In the following article the question I try to find an answer to is: how can one reasonably speak about the plurality of ontologies? Roughly speaking: is everyone who busies oneself with the plurality of ontologies a philosophical risk-taker? Moreover, is there any way of understanding their theory in a convincing manner? Anticipating further considerations, the aim of the following reflections is to defend the rationality of the concept of the plurality of ontologies. With this end in view I discuss two philosophical theories thateach in its own wayare concerned with this issue: 1.) the theory of multiplicity of realities by Leon Chwistek and 2.) the philosophy of symbolic forms of Ernst Cassirer. Both illustrate very well the need of the epistemological understanding of the aforementioned plurality.

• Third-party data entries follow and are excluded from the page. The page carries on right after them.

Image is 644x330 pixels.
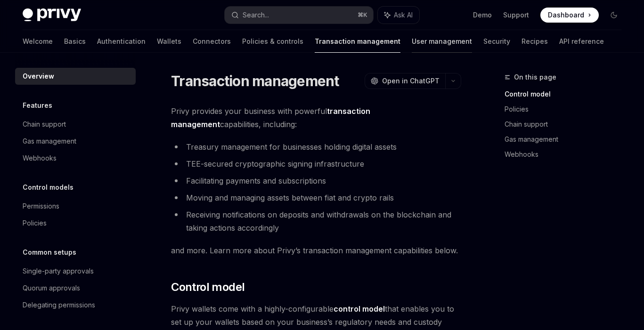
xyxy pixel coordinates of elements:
[23,153,56,164] div: Webhooks
[23,100,52,111] h5: Features
[23,182,74,193] h5: Control models
[333,304,385,314] a: control model
[473,11,492,20] a: Demo
[157,30,181,53] a: Wallets
[23,71,54,82] div: Overview
[505,117,629,132] a: Chain support
[171,140,461,153] li: Treasury management for businesses holding digital assets
[171,280,245,295] span: Control model
[23,283,80,294] div: Quorum approvals
[333,304,385,314] strong: control model
[15,263,135,280] a: Single-party approvals
[540,8,599,23] a: Dashboard
[23,119,66,130] div: Chain support
[193,30,231,53] a: Connectors
[559,30,604,53] a: API reference
[505,132,629,147] a: Gas management
[23,30,53,53] a: Welcome
[411,30,472,53] a: User management
[243,9,269,21] div: Search...
[242,30,303,53] a: Policies & controls
[382,76,439,86] span: Open in ChatGPT
[314,30,400,53] a: Transaction management
[225,7,373,23] button: Search...⌘K
[171,72,339,90] h1: Transaction management
[15,297,135,314] a: Delegating permissions
[15,116,135,133] a: Chain support
[521,30,548,53] a: Recipes
[171,191,461,205] li: Moving and managing assets between fiat and crypto rails
[394,11,413,20] span: Ask AI
[15,68,135,85] a: Overview
[171,174,461,187] li: Facilitating payments and subscriptions
[171,105,461,131] span: Privy provides your business with powerful capabilities, including:
[97,30,146,53] a: Authentication
[23,201,59,212] div: Permissions
[357,11,367,19] span: ⌘ K
[23,217,47,229] div: Policies
[171,157,461,171] li: TEE-secured cryptographic signing infrastructure
[514,71,556,83] span: On this page
[606,8,621,23] button: Toggle dark mode
[23,135,76,147] div: Gas management
[15,280,135,297] a: Quorum approvals
[365,73,445,89] button: Open in ChatGPT
[64,30,86,53] a: Basics
[15,150,135,167] a: Webhooks
[23,8,81,22] img: dark logo
[505,147,629,162] a: Webhooks
[171,244,461,257] span: and more. Learn more about Privy’s transaction management capabilities below.
[503,11,529,20] a: Support
[505,86,629,102] a: Control model
[23,266,94,277] div: Single-party approvals
[548,11,584,20] span: Dashboard
[483,30,510,53] a: Security
[15,198,135,215] a: Permissions
[15,215,135,232] a: Policies
[23,247,76,258] h5: Common setups
[23,299,95,311] div: Delegating permissions
[171,208,461,235] li: Receiving notifications on deposits and withdrawals on the blockchain and taking actions accordingly
[15,133,135,150] a: Gas management
[505,102,629,117] a: Policies
[378,7,419,23] button: Ask AI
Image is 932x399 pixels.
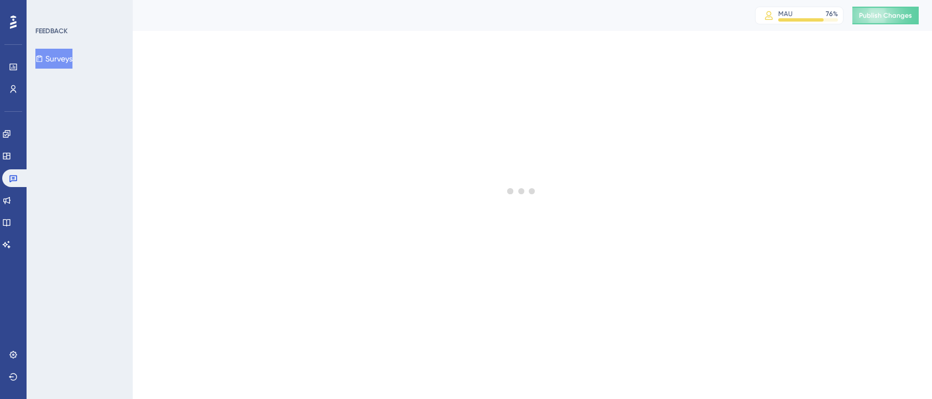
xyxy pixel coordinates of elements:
[35,49,72,69] button: Surveys
[859,11,912,20] span: Publish Changes
[35,27,67,35] div: FEEDBACK
[826,9,838,18] div: 76 %
[852,7,919,24] button: Publish Changes
[778,9,792,18] div: MAU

Considerable attention has recently been directed towards the analysis of pluralism in social science, not least in economics. Plurality is often taken as a mark of pluralism. But it is not the same thing, and often indicates little more than a disconnected fragmentation of contributions to a topic. We believe, in fact, that such fragmentation is rife in modern social theorising, and identify numerous causes. We subsequently examine the possibility of using an ontologically reflexive form of pluralism to achieve a greater degree of theoretical integration between various strands of thought than has hitherto been the case. We conclude by stressing the need to be aware of ontological presuppositions in social theorising. Our motivation is a concern with advancing a ‘the pluralist project’ in which, where feasible, an integration of ideas takes centre stage.